Women Who Inspire
The Ascent: When Death Gives way to Divine Inspiration

November 26th. It was an unusually rainy night, and an unsettling feeling took root in my gut. I was excited about the upgrade to my hotel room from run of the mill single to suite...and seemingly for no reason, something told me you had something to do with it. When I opened the double doors to suite, I barely had time to pore over the room’s details. A neon sign hung from the wall on the right hand side, that said “be happy,” a quick glance to the left and there was a spray bottle on the floor, almost as if someone had just left the room. I quickly glanced around, eyes darting one hundred eighty degrees, flicked on the intense light in the bathroom, no one.
With the surety that I was alone, I plopped down on the grey linen chair in front of the desk and suddenly let out a sigh. I was exhausted from all the travel and almost violently, ernh, ernh ernh the phone danced across the table vibrating. It was the hospice calling. I hadn ‘t saved the number but I recognized the first six of them, seven-one-three...My heart sank, I thought if I didn’t answer then it couldn’t be true. Not even five seconds later another forceful ring, ernh...ernh...ernh! as if someone on the other line was calling to tell me someone died. My stomach began to churn, part fear, part hunger. I cried myself to sleep that night, after begging you to show yourself to me, I wouldn’t rest until you told me you were safe, that you were happy. Shaking my head out of disbelief and relief, I knew you were. I woke up the next morning wrapped in a towel I dried off with the night before, eyes barely open, swollen damn near shut from all the crying. It was real, you were gone. The tears poured hot down my face.
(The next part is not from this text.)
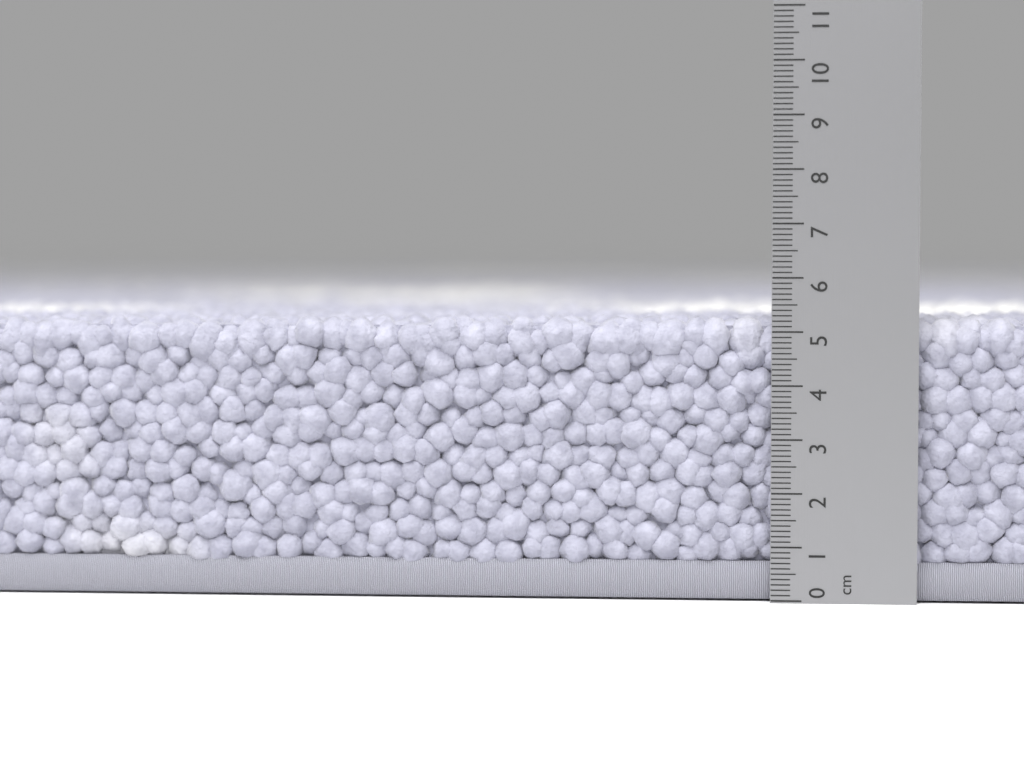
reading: 5.3 cm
Not even a week passed, you sat straight up in bed it was six a.m. in the hospice where I had stayed with you the night before, you were frantically trying to get up moaning “I gotta get to work, I gotta get to work.” Some say the dying are not picturing the end but replaying the journey-on their way to yet another voyage. Maybe that’s how you felt most of your life, always having to be somewhere for someone else. That’s why you inspired me the most. Not because of cookies you baked or stockings you hung on Christmas, but because you saved me, with your love. An infant who recognized your embrace as the first one that would never let me go-and you haven’t. The way you smelled, the way you dressed, the way you carried yourself, the way you loved your family, with force even when they didn’t deserve your grace, you gave it freely. Constantly sacrificing, like many women of your generation, ignoring physical health, and having very little vocabulary for mental health, you sacrificed even in death.
Your ascent beyond the three-dimensional realm has given you infinite access to fulfill dreams you couldn’t on this side of life, for whatever reason, largely in part because you were always doing for everyone but you. I’d like to think, no I’m certain that as an ancestor you participate in a cosmic orchestra, that you lean into your nurturing ways even more but with omniscient eyes. Your greatest inspiration to me has been your transition, you are the grandest mother now, because you can love and exhibit love to me in ways of spirit. In ways that human hands cannot touch. I love you Barbara Jean.